Using first principles and frameworks.

Thinking about complex issues using first principles and frameworks is something I have been trying to hone for a long time. This stems from the success I have had in using these principles in my research.It is also a concept I have heard repeated over by a lot of people I look up-to like Amit Varma , Pranay Kotasthane , Feynman etc. There is also a really good video of Elon Musk espousing this strategy for life. Through this blog post I will try to explain my ideas and thoughts on following this principle.

Most systemic fields of thought have an axiomatic approach to constructing theories, thus creating coherent frameworks to look at the subject. In this following texts I won't be using any fancy self referential or Incompleteness theorem like logic, so rest assured we can talk about a consistent framework.

First principles: Most problems are highly complex for us to analyze as a whole and it is easier to analyze its parts and sum it up . This philosophy is very effectively espoused in consulting firms, and the whole idea was taken from Reductionism. You break down a problem and understand it at the lowest rungs to understand the whole thing. 

An interesting flow of thought in reductionist thinking would go like; company XYZ is not making profits, but it was last year.We need to figure out why it is happening. The first order simplification would be profit = revenue - cost. So we could ask did costs go up or revenue sink? Both could lead to a drop in profits. If its cost we could go on to look at the various types of cost the company has see which ones has peaked. An example could be a n FMCG suffering from excess cost because there was a drought halfway across the world from where they procure their strawberries and now they had to adapt their entire supply chain to some other place.

This sort of reductionist thinking is all pervasive in the scientific world.We tried breaking matter smaller and smaller and got till quarks, we tried breaking biology and got till cells,DNA, nucleotides etc. We started from the arithmetic of numbers to partial differential equation (simple->small, but still PDE's can be pulled back to arithematic basis). 

There is a small caveat to this: Over the last 50 years we have started observing emergent and systems level dynamics that can't be explained using reductionist thinking. This is the field of non-linear dynamics, chaos, emergent phenomena etc. The sum of parts is not equal to the whole. There is something that makes the whole special. A cell is not just a sum of all its protein and molecular components, but something more. There is this excellent lecture by Prof. Robert Sapolsky on this. But for most cases in life we can still stick a reductionist principle to understand things happen.

Framework: Any sufficiently complex system is impervious to any single school of thought. The greatest problems of our generation like the optimal economic structure, cure to cancer, efficient batteries, sustainable living, ethical standards in modernity etc need to be tackled from a wide variety of angles to generate enough insight for us to have a go at cracking it. A framework lets you look at problems in a consistent manner.

For example let's take an economic way of looking at things, that assumes rational decision making and the idea of competitiveness and free markets. We can create a huge class of insights from this lens of thought. One key insight would be that products are better when the industries are competitive. We can take this insight to any field! Let's look at the economics of religion for example!(Derived from EconTalk) and analyze religiosity in countries with a state religion vs states with religious freedom. We can easily predict that in states with religious freedom the product would be better and more people will be religious compared to countries with state religion. Here the product is the ideas of a religion, which we would be more crafted to get more people involved(Pretty cold, but super impressive insights can be had). Turns this is what happens in real life!(Check out the EconTalk episode).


» **Task goal**: In the records below, find the line holding "This screenshot has"; copy it and every line after it to the end, omitting all images.

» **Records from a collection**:
──────
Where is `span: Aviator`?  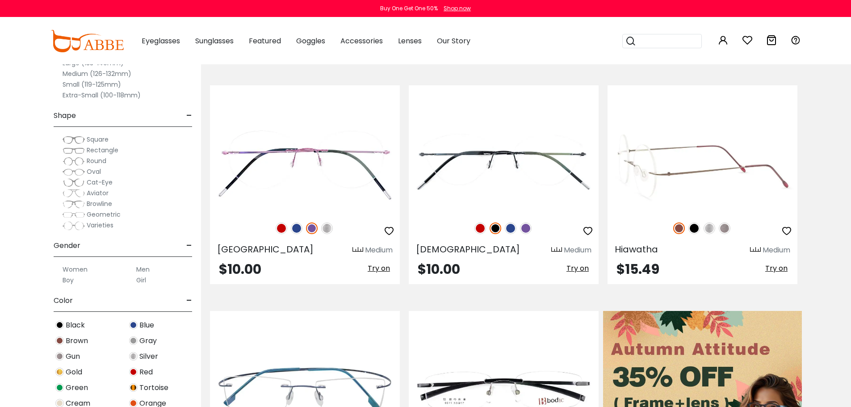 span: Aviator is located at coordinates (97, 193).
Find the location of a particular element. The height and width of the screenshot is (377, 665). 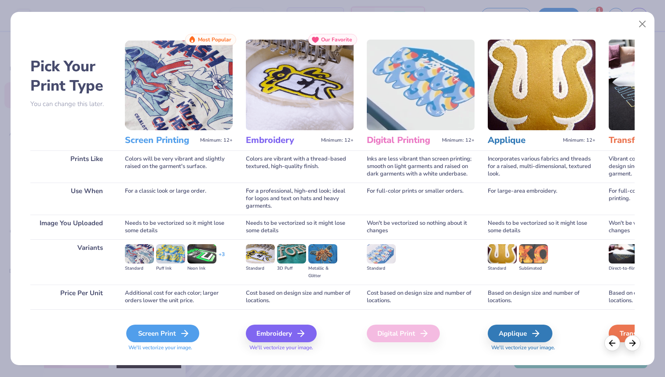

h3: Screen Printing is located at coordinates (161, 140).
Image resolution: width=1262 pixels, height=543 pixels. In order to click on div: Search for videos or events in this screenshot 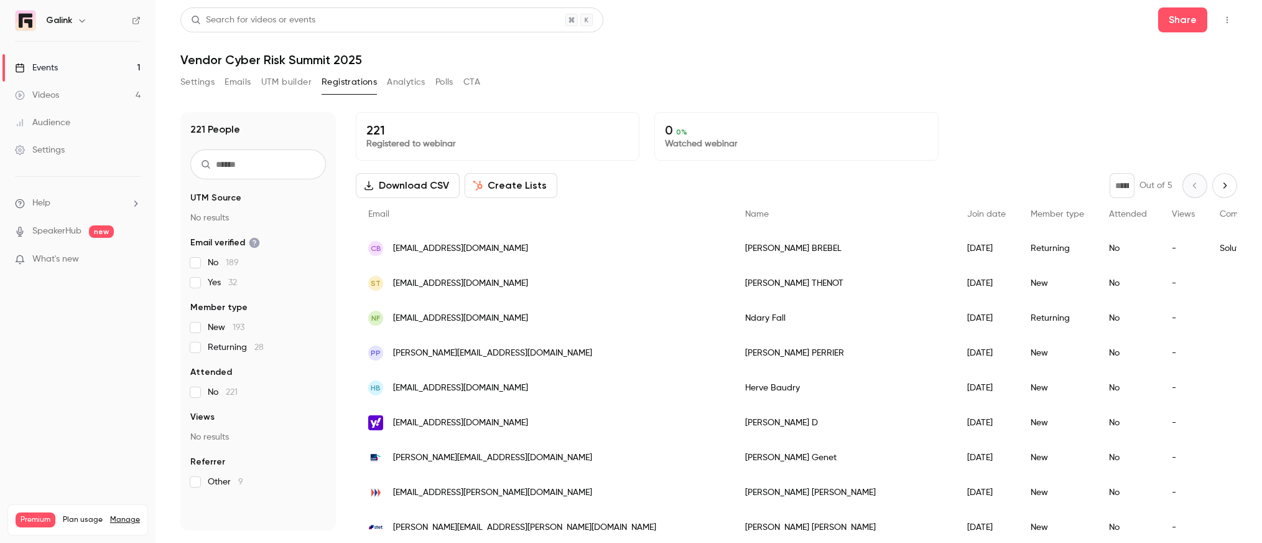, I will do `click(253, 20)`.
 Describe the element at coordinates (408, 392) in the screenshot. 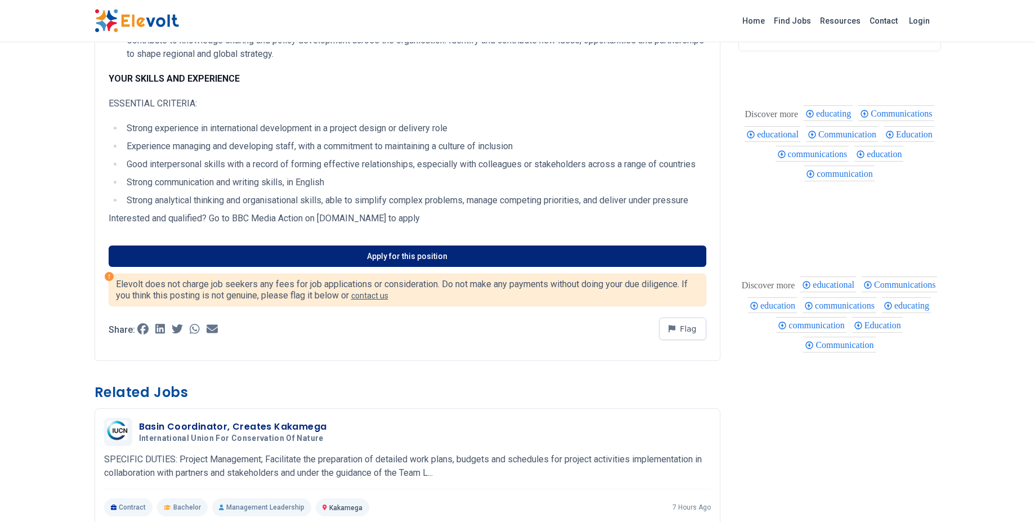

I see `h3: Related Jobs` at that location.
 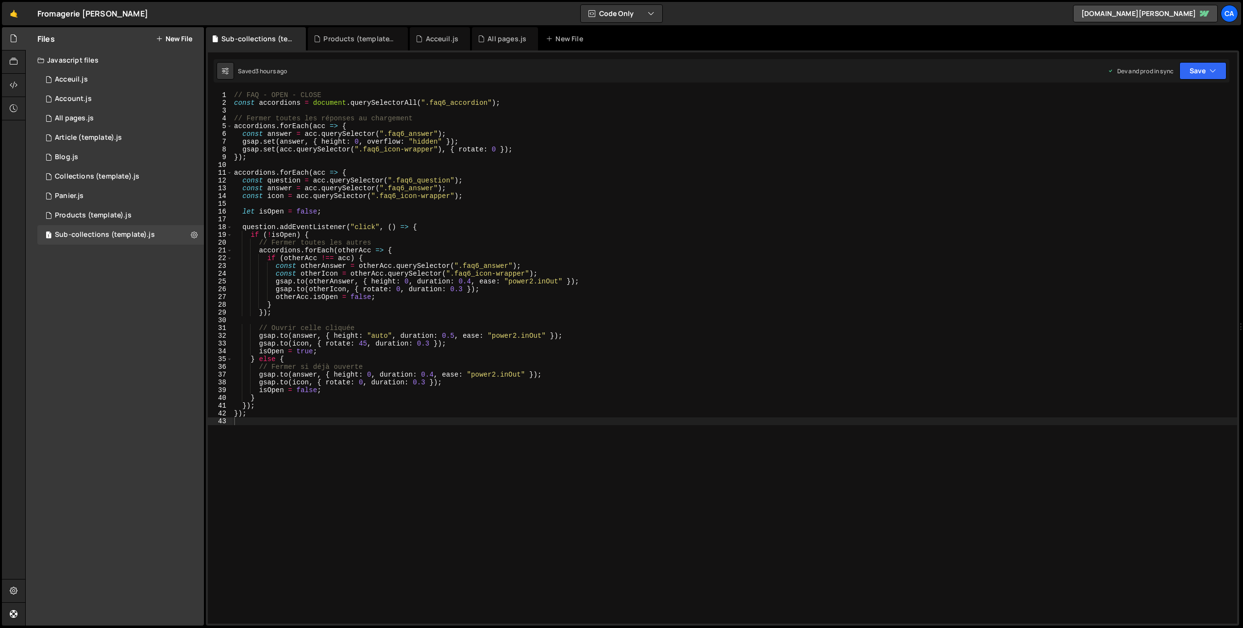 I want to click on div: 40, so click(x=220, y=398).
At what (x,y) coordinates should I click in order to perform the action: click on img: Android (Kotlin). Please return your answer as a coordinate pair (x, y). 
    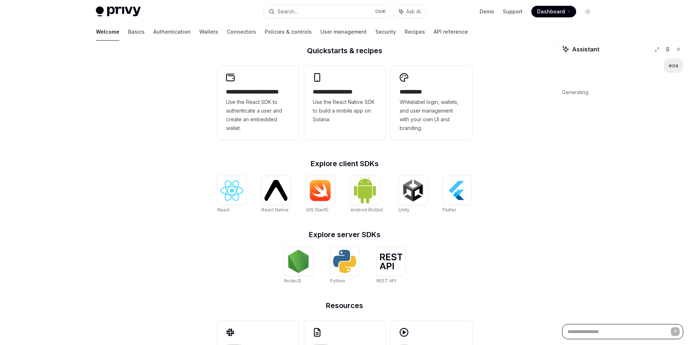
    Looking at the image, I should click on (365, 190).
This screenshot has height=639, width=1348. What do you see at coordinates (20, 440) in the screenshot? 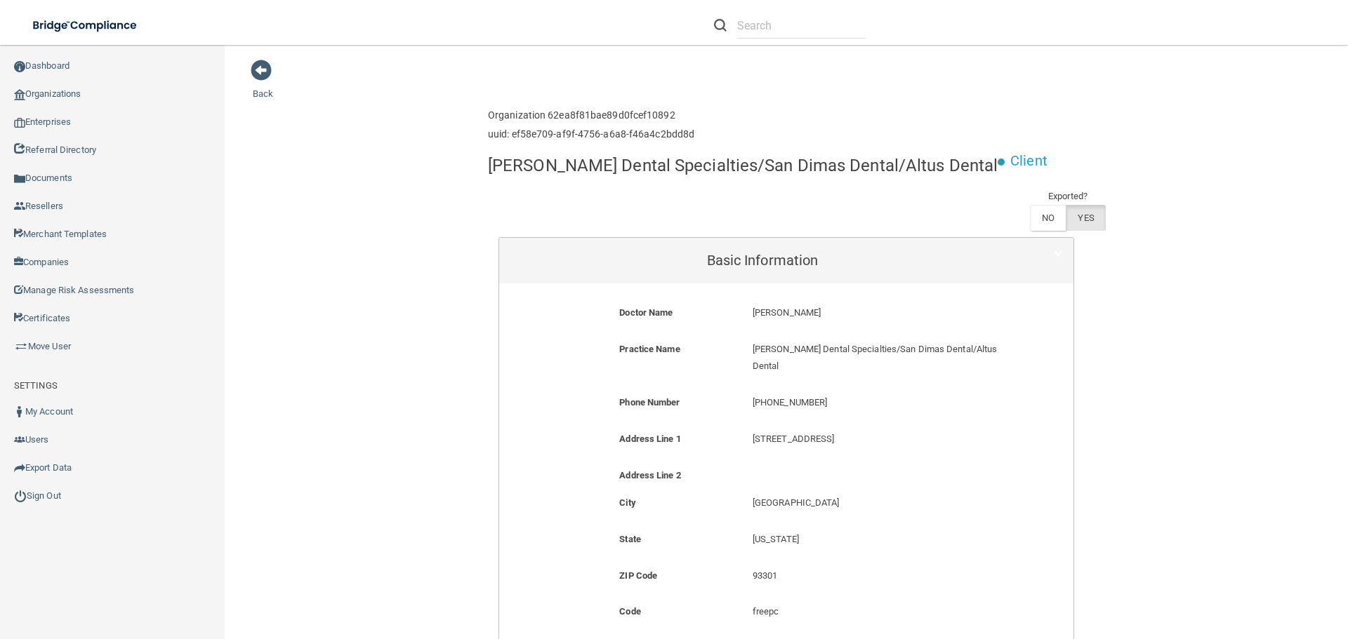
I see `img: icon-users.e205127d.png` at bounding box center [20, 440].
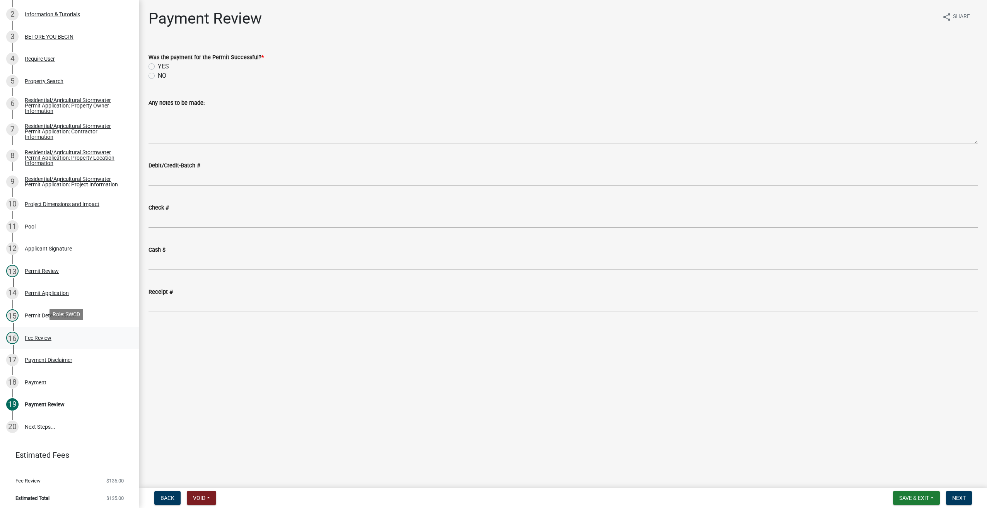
──────
» **Solution**:
This screenshot has height=639, width=1348. What do you see at coordinates (20, 440) in the screenshot? 
I see `img: icon-users.e205127d.png` at bounding box center [20, 440].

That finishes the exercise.